Amy: Yes, I have 3 great tips to share:

1. Be consistent and do them regularly. This will keep your fans coming back for more.
2. Make these experiences unique to your brand and also of great value to your fans.
3. Keep them simple. If you add too many bells and whistles, you might make the experience too complicated and lose your audience.

Overall, signature experiences are so valuable because you are increasing your viral visibility and strengthening your relationships with the people who matter most. After all, that's what Facebook is all about!

Saturday, May 08, 2010

History - One Tweet at a Time


The Library of Congress is archiving all public tweets ever tweeted. The Washington Post takes note of its significance.

From the piece...

Although the library's acquisition might seem to be a capitulation to frivolity and short attention spans, historians say, it's actually about how digital archives such as this are shaping the future of history.

"We are in a period of great transition," Martha Anderson says. "We're trying to figure out the best way to leave evidence for future generations of scholarship."

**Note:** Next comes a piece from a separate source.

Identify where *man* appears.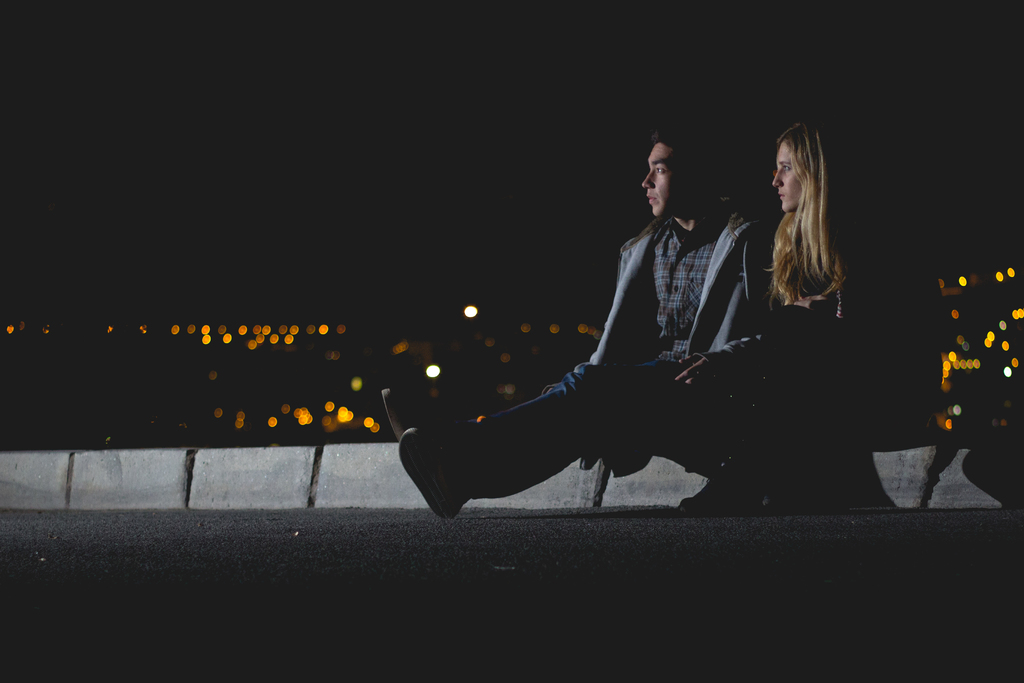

Anderson works for the library's National Digital Information Infrastructure and Preservation Program. She is the person charged with figuring out what to do with the billions of tweets in Twitter's archives. Some 50 million new tweets are posted every day; all of the public ones will become available to the library after a six-month delay from their posting, to better delineate between current events and history.